I know it might not be fair to blame an audience for not reacting in the way the company might want them to, but sometimes the live crowd plays a critical role in getting a story, character, or narrative over. Bryan was trying so hard to get this crowd to boo him, to the point that he even stuck his fingers up Styles’ nose on a bow-and-arrow hold. It was as if he had the words “I’m an a**hole” painted in big bold letters on his body and tried to get this crowd to hate him yet they weren’t buying what he was selling. That, of course, could’ve changed had he perhaps done a bit more to sell that he was someone else. Had he eliminated his “babyface moves” and done things more in line with a villain, then maybe the crowd wouldn’t’ve been so dead for the majority of this contest.

Final Rating: ****1/4

If I had to pick between this match and the one from June 2020 I think that latter one is better.
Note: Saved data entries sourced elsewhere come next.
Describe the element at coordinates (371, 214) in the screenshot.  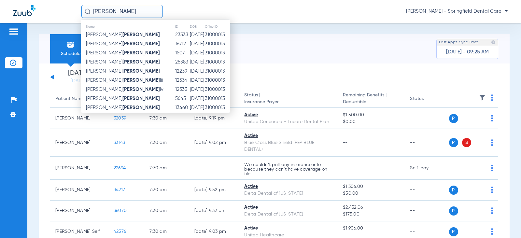
I see `span: $175.00` at that location.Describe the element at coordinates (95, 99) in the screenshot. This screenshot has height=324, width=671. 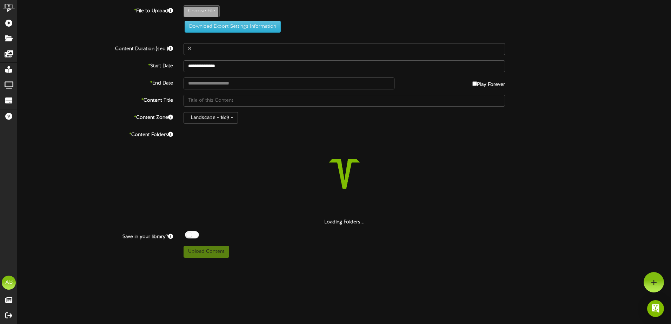
I see `label: Content Title` at that location.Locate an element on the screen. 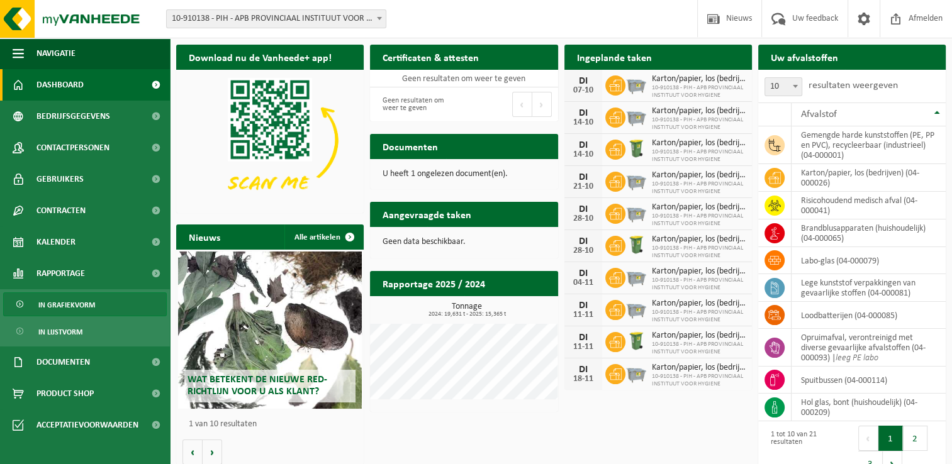 Image resolution: width=952 pixels, height=464 pixels. span: 10-910138 - PIH - APB PROVINCIAAL INSTITUUT VOOR HYGIENE - ANTWERPEN is located at coordinates (276, 19).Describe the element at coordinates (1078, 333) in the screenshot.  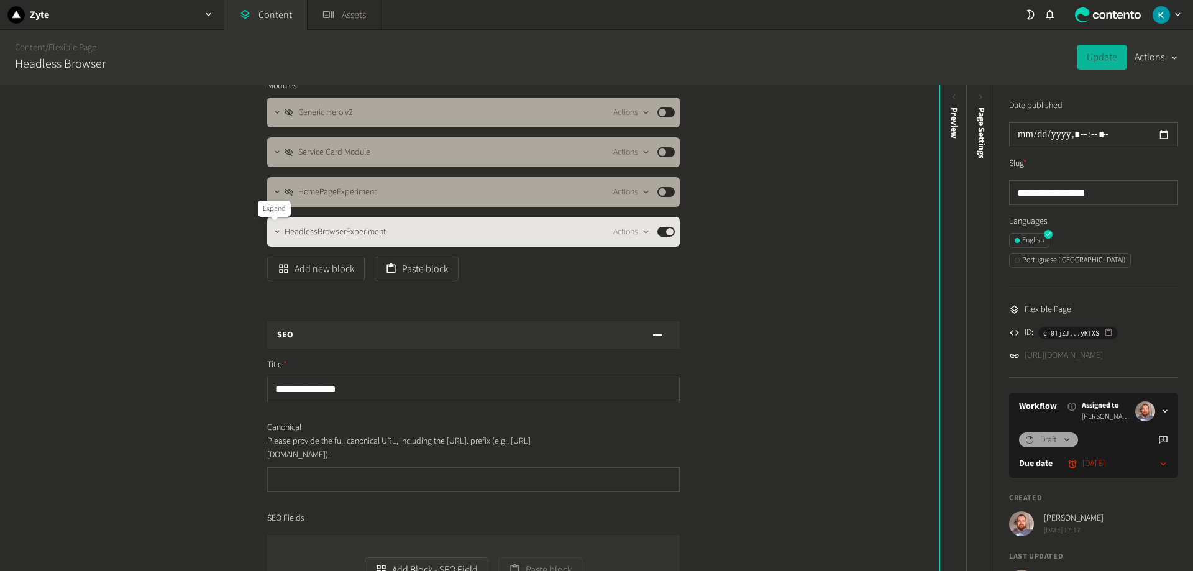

It’s ironic because that one took place under COVID restrictions and therefore had a largely nonexistent live audience, yet maybe because of that these two appeared to put more effort into what they were doing in the ring. This match was solid yet the chemistry between Daniel Bryan and AJ Styles didn’t produce the greatness I expected. They tried but all their efforts meant little when the live crowd didn’t put Bryan’s villainy over and put relatively little energy into cheering anyone beyond the final five minutes of the match.

By no means is this a bad match, just one that doesn’t live up to its hype as something world class. If I had to pinpoint one reason why then I would probably blame the environment these two wrestled in. for years WWE’s product has been more about style over substance, and in this match the substance got little reaction while the sizzle towards the end is what actually made people wake up. Had this match happened in Ring of Honor or New Japan, it probably would’ve gotten much more consistent reactions. Not necessarily louder ones but there wouldn’t’ve been such a lull in the atmosphere as there was here.

It’s really too bad: the in-ring wrestling was largely on point and most of the action made sense from a story and psychological perspective. And yet when all the ingredients were mixed together the end result failed to reach the same high heights these two have reached before this match and afterwards.